New Years Resolutions and such...
Not everyone must reach for potential. Some can let it be, without needing to fill its space with “more.” Some people just bask in it like an afternoon nap in the sun when they “could’ve been” mowing the lawn.
Potential isn't a thing to be measured at the beginning and end of a year. It’s an always present, ordinary reality. For each of us. Always.
Recovered martyr here, who lived a life in a paradigm that because I knew I “could,”(reach some dream land potential) that I “should,” I believed if I didn’t “do” all of the things, I was a waste of something. A something that wasn’t really even a “thing” yet but only had potential to be a real something. Contingent upon my perfection.
I shamed myself; called it self sabotage, belittled myself for staying “small." To be fair, whenever I put the brakes on on anything in my life, I still feel the shame, blaming me for not “being” more.
I “should” be able to do it all. But these days, I won’t just because I can and that doesn’t mean I suck.
I’ve learned that it doesn’t make us lazy to quit what’s killing us. It makes us healthy.
It doesn’t make us a bad person to not show up at every social arrangement. It makes us a discerning person. And that’s not bad.
It doesn’t make us unworthy to choose and live by a value more important to us, than the values others think we “should” live by. It makes us authentic.
And authentic doesn’t mean it’ll always feel good.
It doesn’t make us unsuccessful if we haven’t jumped on the first steps of the project we’ve been brewing. It makes us self expressed, in a quieter kind of way, and that’s ok!
It doesn’t make us an asshole to change our minds or our plans, into a lesser version of what we once dreamed for ourselves. In some cases, it makes us grounded. And the ground is where we came to know ourselves while we’re here.

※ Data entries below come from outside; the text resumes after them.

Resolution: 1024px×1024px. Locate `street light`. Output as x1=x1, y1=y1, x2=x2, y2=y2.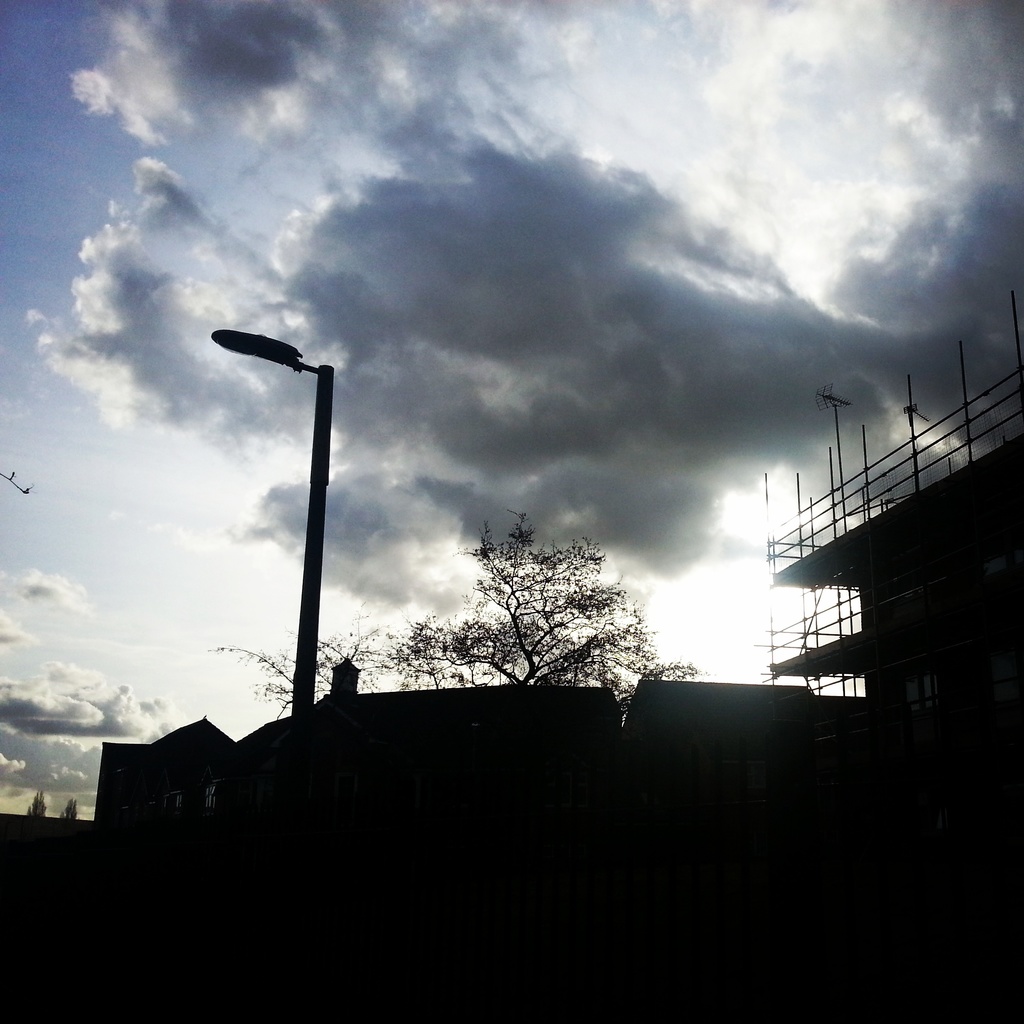
x1=211, y1=313, x2=362, y2=772.
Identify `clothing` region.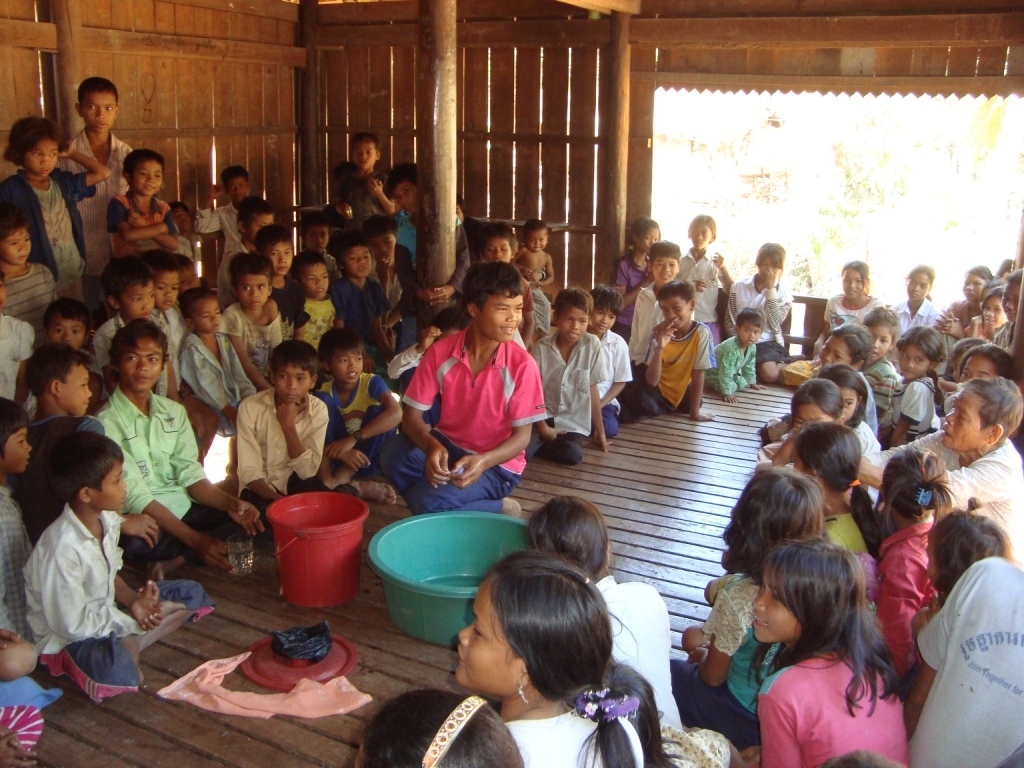
Region: pyautogui.locateOnScreen(910, 553, 1023, 767).
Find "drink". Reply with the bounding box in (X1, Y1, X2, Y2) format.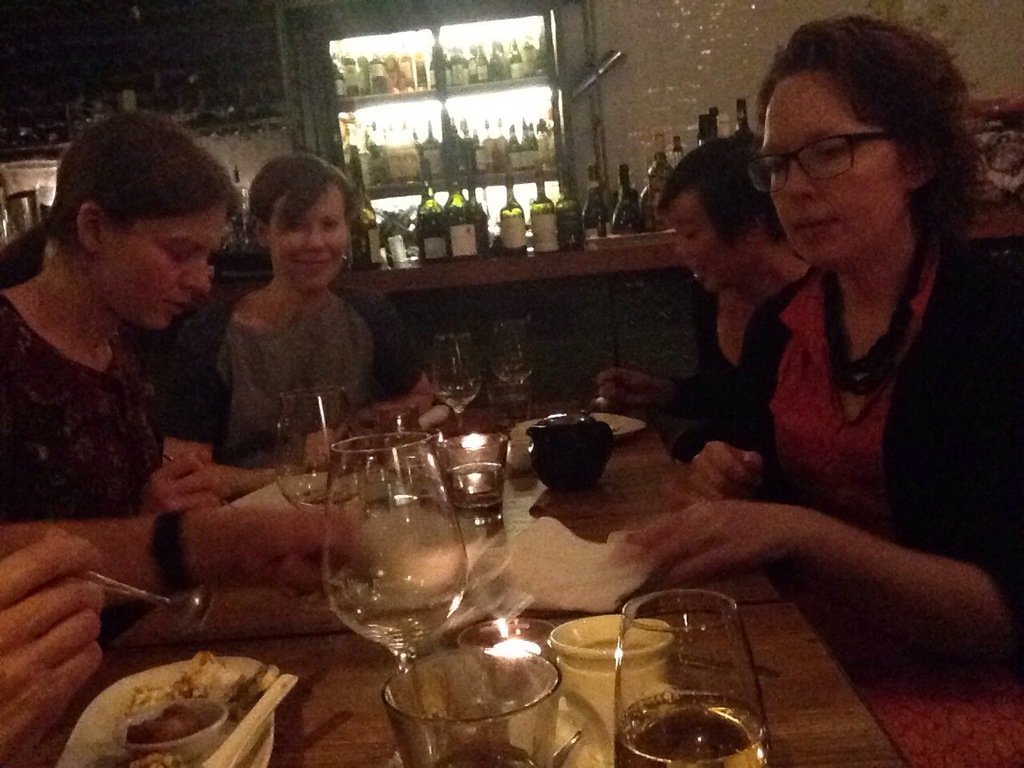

A primary component of my work is with people just like me; who’ve set themselves up for extraordinary standards, not because they even wanted that sense of perfection but because someone imposed that sense of perfection on them, and knowing they can never meet those standards in all areas, shame themselves into oppressed submission.
We were raised, or rather shaped, by critics, and then, we embody our own worst critic before anyone else can beat us to the punch. The shame spirals, spiral in us, even when we no longer spiral in them.
The truth is, we’ve been screaming our whole lives on the inside, begging for someone, anyone, everyone to please; just receive us in our humanness (without requiring the image of perfection to give us permission to be worthy of existing). The other truth is; at this point, we’re uncomfortable with being ordinary.
We don’t know how to be regular. We despise regular. Regular, somehow, feels like the very thing that did us in, whilst also being the very thing we were told to undo about ourselves.
We know two ways of being; perfect or shame ridden; and my kind of people tend to hang out in shame staring googley eyed in curiosity while also in rebellious anger, at our own ideal of perfection. Now, we’re the ones who go to battle with our own humanness.
We hated the people that expected our perfection, we hated ourselves for not being perfect, but we never questioned whether or not we should accept this ideal of perfection. We adopted it, and when they stopped spoon feeding us our worship of it, we picked up the spoon ourselves.
We didn’t come to be extraordinary. We came to humble ourselves to “seeing" the extraordinary by allowing ourselves to "be" ordinary. We’re allowed to be a regular person.
We’re allowed to live a quiet life, an inconsequential life according to the outer world, a mediocre life even. We don’t have to strive, to push, to be something, or anything, just because the world entices us to be a lawn mower, in a chapter where all we’ve got in us is to be a sun basker. We’re allowed to be exactly where we are, and to accept ourselves here before all of our attempts to take life by the horns in 2020. Of course, taking life by the horns, is an option too! Maybe even the best option, but before everyone presses upon you with new you, new year talk, I hope your new year makes room for a new layer of humanness, with a layer less of perfectionism. I’m not saying don’t go big, or go home, I’m saying wherever you go, go from a sense of home, rather than on a search for it.
I’ve learned this year that just because we can, doesn’t mean that we have to.
And I just saw a little ditty to sum it all up that I’d like to pass along to you as you embark on a endings new beginning. "You’re allowed to quit. You don’t have to be fearless. You can live a small life.”
These days, I’m ok with basking in the sun while I “could” be mowing the lawn. It doesn’t make me lazy; or set back (though my analytical mind would argue this notion any waking night of my life); it makes me, nothing more than a regular human with standards less than perfect, and it makes my moments, all the more sunny, with far less sweat. My grass might grow beyond other people’s standards, but guess what else does; my heart. And to me, that’s perfect.
A small life, is an extraordinary feat, for someone who once went to war with perfection. And if this is where you are, a small life, is huge. Welcome to “enough.”
And, enough is enough, in the very best of ways.